Then the evacuation order had come, and the bus that met the evacuation train had dropped them off at the strange school where Farmer Selkirk had picked Peter and Arthur from the crowd and hurried them away. Peter never complained about the hard work at the farm, but Arthur often did. Not, as far Jeffrey knew, to anybody other than himself and Peter. There was really no one else to complain to. It wasn't long before Arthur started wetting his bed, and then he got blamed when a haystack caught fire and burned to the ground. Peter, however, was never unhappy about the work. Everybody on a farm worked hard he said. But he missed his family, and when the blitz started he worried they'd get hurt in the air raids. What, he kept asking, would he do if they all got killed by the bombing and left him alone in the world.
And now theyd all been killed. Knowing that made Jeffery's head feel funny and he thought he was going to fall over, so he sat down on the floor. Arthur looked down and then knelt beside him.
"Are you all right?" he asked.
"I don't think so," Jeffery said. "My head feels funny, like it's spinning around and I want to be sick and maybe I'm going to cry."
"Oh! Don't do that," Arthur said, meaning both the sick and the cry.

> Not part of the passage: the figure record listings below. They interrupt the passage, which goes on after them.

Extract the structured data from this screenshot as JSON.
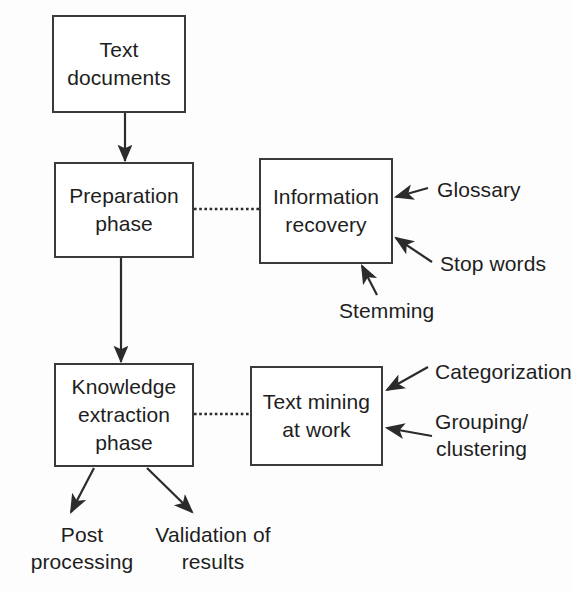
{
  "diagram": {
    "background_color": "#fdfdfd",
    "stroke_color": "#3a3a3a",
    "text_color": "#1e1e1e",
    "nodes": [
      {
        "id": "text-documents",
        "label": "Text\ndocuments"
      },
      {
        "id": "preparation-phase",
        "label": "Preparation\nphase"
      },
      {
        "id": "information-recovery",
        "label": "Information\nrecovery"
      },
      {
        "id": "knowledge-extraction",
        "label": "Knowledge\nextraction\nphase"
      },
      {
        "id": "text-mining-at-work",
        "label": "Text mining\nat work"
      }
    ],
    "annotations": [
      {
        "id": "glossary",
        "label": "Glossary"
      },
      {
        "id": "stop-words",
        "label": "Stop words"
      },
      {
        "id": "stemming",
        "label": "Stemming"
      },
      {
        "id": "categorization",
        "label": "Categorization"
      },
      {
        "id": "grouping-clustering",
        "label": "Grouping/\nclustering"
      },
      {
        "id": "post-processing",
        "label": "Post\nprocessing"
      },
      {
        "id": "validation-of-results",
        "label": "Validation of\nresults"
      }
    ],
    "connectors": [
      {
        "id": "documents-to-preparation",
        "style": "solid-arrow"
      },
      {
        "id": "preparation-to-knowledge",
        "style": "solid-arrow"
      },
      {
        "id": "preparation-to-information",
        "style": "dotted-line"
      },
      {
        "id": "knowledge-to-textmining",
        "style": "dotted-line"
      },
      {
        "id": "glossary-arrow",
        "style": "solid-arrow"
      },
      {
        "id": "stop-words-arrow",
        "style": "solid-arrow"
      },
      {
        "id": "stemming-arrow",
        "style": "solid-arrow"
      },
      {
        "id": "categorization-arrow",
        "style": "solid-arrow"
      },
      {
        "id": "grouping-clustering-arrow",
        "style": "solid-arrow"
      },
      {
        "id": "post-processing-arrow",
        "style": "solid-arrow"
      },
      {
        "id": "validation-arrow",
        "style": "solid-arrow"
      }
    ]
  }
}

Then a tall figure loomed over them. "You two boys! Why are you hiding down there talking?" Miss Peskett, a slim, older teacher had spied them over the heads of the girls and rushed over. "Mr. Perkins," she called. "I have two boys hiding on the floor and talking."
"Please, Miss. He doesn't feel well," Arthur said.

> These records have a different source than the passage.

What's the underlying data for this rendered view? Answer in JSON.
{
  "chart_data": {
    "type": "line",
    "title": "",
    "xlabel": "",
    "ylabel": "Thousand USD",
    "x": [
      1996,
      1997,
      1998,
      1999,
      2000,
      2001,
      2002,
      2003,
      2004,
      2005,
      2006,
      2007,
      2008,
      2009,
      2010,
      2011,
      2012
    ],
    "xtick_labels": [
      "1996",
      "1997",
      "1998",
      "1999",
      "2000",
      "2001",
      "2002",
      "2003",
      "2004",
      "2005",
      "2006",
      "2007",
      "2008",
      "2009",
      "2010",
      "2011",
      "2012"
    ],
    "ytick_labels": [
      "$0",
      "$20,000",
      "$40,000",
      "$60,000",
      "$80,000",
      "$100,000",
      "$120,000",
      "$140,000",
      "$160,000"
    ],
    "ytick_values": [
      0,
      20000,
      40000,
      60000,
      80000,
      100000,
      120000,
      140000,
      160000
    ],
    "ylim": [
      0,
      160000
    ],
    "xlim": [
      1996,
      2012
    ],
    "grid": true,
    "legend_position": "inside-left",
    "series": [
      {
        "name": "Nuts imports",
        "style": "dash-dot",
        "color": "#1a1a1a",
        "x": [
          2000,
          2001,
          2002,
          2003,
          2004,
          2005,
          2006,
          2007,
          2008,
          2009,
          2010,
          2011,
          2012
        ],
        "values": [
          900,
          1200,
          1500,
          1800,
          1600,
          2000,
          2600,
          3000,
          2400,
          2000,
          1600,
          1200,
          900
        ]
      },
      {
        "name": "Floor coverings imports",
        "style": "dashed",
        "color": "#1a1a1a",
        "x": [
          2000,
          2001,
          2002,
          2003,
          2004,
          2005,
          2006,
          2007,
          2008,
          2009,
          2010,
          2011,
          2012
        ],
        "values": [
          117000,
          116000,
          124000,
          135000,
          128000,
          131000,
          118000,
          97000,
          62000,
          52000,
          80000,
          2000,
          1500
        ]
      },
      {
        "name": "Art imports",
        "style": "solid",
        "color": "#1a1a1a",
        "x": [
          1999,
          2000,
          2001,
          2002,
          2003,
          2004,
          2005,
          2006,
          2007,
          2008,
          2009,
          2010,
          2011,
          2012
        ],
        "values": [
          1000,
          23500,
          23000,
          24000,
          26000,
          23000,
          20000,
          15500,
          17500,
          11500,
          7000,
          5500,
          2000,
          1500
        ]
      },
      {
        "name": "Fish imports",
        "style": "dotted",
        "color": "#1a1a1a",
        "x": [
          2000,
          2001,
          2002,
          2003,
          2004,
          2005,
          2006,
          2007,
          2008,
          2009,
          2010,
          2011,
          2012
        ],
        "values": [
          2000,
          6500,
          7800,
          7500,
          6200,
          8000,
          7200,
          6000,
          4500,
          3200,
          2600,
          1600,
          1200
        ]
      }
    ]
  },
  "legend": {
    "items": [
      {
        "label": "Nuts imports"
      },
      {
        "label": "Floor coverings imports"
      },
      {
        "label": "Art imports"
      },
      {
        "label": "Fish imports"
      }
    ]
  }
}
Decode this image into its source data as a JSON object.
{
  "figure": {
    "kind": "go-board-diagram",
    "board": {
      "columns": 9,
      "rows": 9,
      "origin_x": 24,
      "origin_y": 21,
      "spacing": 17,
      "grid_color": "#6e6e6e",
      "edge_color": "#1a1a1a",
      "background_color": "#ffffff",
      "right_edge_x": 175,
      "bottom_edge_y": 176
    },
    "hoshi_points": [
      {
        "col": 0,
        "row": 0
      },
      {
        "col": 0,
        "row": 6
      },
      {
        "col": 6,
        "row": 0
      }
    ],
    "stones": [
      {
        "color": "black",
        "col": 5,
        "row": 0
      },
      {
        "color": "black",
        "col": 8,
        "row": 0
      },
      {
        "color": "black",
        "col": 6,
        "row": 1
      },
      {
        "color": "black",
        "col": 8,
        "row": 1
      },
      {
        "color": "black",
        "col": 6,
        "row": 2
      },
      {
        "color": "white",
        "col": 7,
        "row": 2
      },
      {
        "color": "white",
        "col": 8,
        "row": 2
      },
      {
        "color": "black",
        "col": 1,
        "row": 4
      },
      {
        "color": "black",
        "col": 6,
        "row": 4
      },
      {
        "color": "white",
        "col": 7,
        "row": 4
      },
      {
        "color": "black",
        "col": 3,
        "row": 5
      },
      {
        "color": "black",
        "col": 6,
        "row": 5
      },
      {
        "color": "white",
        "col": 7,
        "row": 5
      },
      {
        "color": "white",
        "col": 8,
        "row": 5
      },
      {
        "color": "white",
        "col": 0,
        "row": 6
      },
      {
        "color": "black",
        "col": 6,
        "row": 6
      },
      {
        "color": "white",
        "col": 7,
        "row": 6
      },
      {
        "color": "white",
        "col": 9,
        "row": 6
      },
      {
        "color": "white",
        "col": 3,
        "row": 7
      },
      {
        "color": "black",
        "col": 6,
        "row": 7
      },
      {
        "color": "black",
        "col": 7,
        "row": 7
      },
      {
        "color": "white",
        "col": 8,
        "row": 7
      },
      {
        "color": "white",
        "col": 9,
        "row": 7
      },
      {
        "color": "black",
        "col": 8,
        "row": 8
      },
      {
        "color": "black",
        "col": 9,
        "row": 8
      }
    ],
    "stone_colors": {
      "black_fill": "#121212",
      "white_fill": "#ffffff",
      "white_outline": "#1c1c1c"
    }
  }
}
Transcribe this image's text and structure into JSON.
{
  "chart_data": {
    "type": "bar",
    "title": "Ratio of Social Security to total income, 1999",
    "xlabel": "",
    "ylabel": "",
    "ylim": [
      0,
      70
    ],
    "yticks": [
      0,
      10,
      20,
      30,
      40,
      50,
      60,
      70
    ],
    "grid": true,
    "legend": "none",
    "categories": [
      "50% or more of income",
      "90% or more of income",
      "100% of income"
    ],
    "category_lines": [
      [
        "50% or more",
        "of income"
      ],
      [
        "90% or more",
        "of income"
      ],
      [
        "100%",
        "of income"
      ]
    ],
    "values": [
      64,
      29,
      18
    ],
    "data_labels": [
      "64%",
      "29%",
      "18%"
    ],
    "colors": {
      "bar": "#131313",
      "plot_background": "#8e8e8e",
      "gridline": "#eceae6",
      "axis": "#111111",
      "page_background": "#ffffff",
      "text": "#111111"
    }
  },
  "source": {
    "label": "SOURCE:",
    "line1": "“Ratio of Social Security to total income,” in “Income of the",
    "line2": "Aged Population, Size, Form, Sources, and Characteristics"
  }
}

"Nonsense! If he were unwell his foster mother wouldn't have sent him to school." Miss Peskett looked upon all evacuees as a lower breed and made them do what she called 'toe the line' or else.
"Send them down to me," boomed the voice of Mr. Perkins. "They will stand up here on the stage and I'll deal with them later."
"Get up, Jeffery Fraser." Miss Peskett demanded. "Get up and go down to the stage."
"Please, Miss," Arthur started again, but she cut him off.
"You too, Arthur, go down to the stage. You know very well that you are not to speak during assembly."
The harsh voice and behaviour of Miss Peskett settled Jeffery's dizziness but not his desire to cry. He climbed to his feet.
"Are you feeling better?" Arthur asked.
"Will you please stop talking Arthur, and go down to the stage as you've been told. Go!" Miss Peskett's voice became shrill and her arm shot out, straight and stiff, a bony index finger pointing towards the stage.
Heads bowed slightly in shame, the two boys, Arthur in front, walked down the narrow gap between the boys and the girls as the glaring eyes of Miss Peskett followed their progress. The equally glaring eyes of Mr. Perkins watched as they approached the stage. When they reached the front Mr. Perkins pointed with his cane to the left hand side of the stage.
"Come up and stand over there facing the back of the stage. Don't talk."
They climbed the steps up to the stage and walked to the rear as they'd been told. Mr. Perkins watched them until they came to a stop. He then carried on with the rest of the normal assembly procedure. He made a few minor announcements dealing with slight matters of general misbehaviour on the part of students. They were to stop it. Then everybody bowed heads as he said a short prayer for the fighting men. After that everybody was required to recite The Lord's Prayer. They'd all had to do it, even the Jewish brother and sister who'd ended up evacuated to the village where nobody apparently knew who they were and which school they'd come from. Until that had been sorted out, they'd been treated like everybody else.
The prayer over, Mr. Perkins walked over to right side of the stage. There an old gramophone sat on a small table. He started the turntable whirling, lifted the arm and put the needle onto the record. A scratchy version of the national anthem rang out. Then, more or less in time with the recording, students and teachers sang "God Save the King". The anthem over, Mr. Perkins cracked his cane down again. The booming voice called out "dismissed," and the assembly broke up. The students traipsed off to their various classes. All, that is, except Jeffery and Arthur.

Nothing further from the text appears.